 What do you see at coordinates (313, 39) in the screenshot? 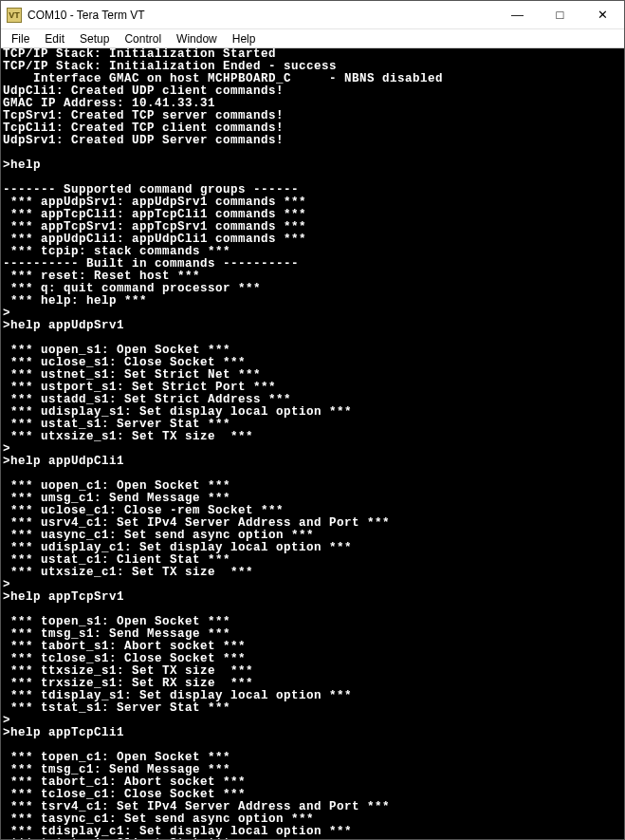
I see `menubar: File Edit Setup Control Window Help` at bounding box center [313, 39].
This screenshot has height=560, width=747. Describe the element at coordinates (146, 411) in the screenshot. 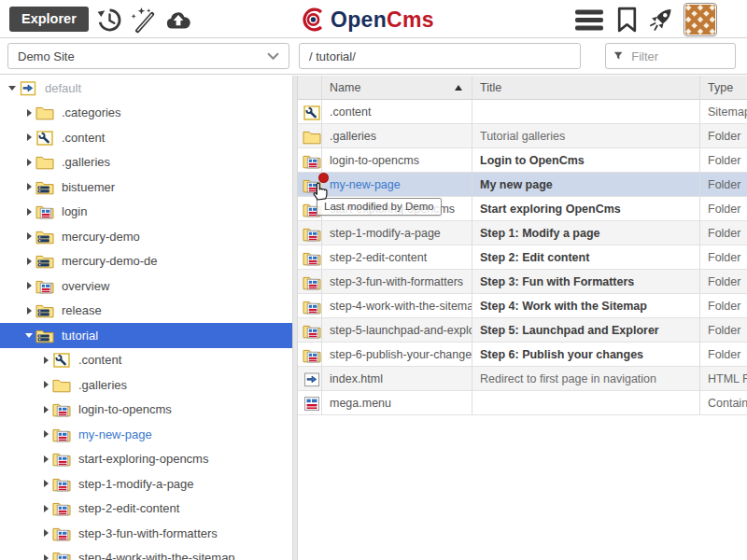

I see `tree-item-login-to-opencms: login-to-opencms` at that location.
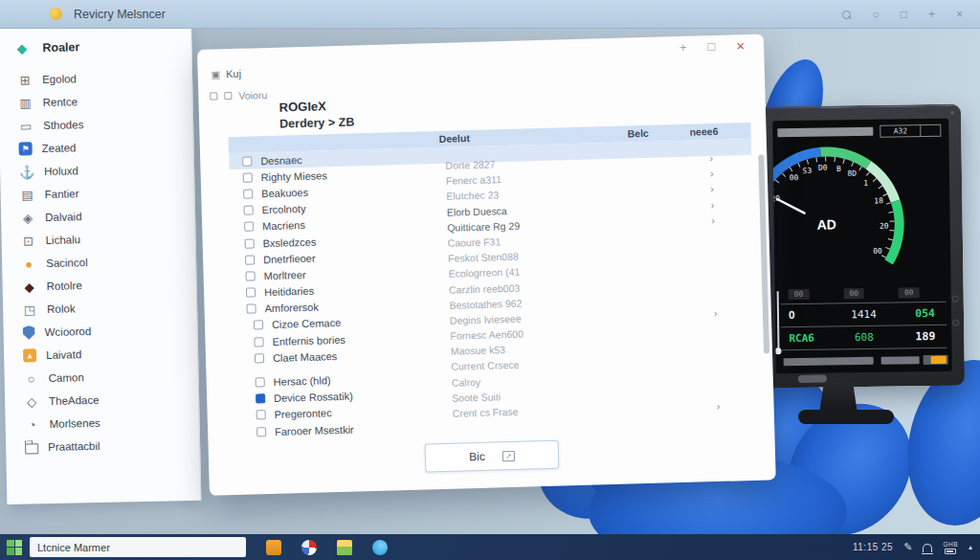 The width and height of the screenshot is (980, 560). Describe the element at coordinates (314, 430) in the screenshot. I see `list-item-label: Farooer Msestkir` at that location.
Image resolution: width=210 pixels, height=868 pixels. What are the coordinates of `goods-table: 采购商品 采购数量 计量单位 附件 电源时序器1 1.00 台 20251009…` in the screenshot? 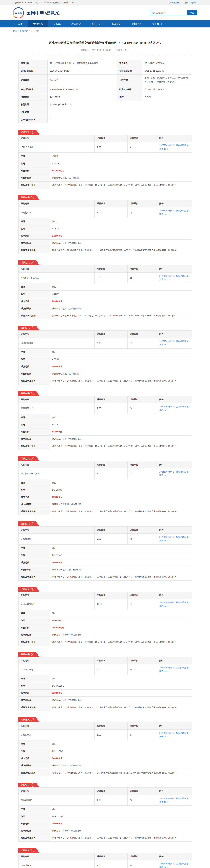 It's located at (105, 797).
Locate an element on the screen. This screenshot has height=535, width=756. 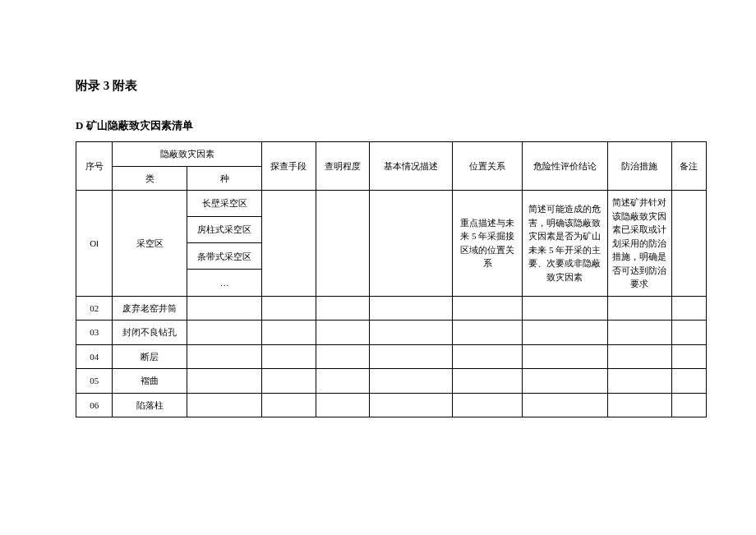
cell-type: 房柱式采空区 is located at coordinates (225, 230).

**Description of the task**
Your task is to give again, unchanged, the lines from the line that contains "Locate an element" to the end of the records. Include both end lines but no pictures.

**Finished exercise**
Locate an element on the screen. This screenshot has height=535, width=756. 
cell-type: 房柱式采空区 is located at coordinates (225, 230).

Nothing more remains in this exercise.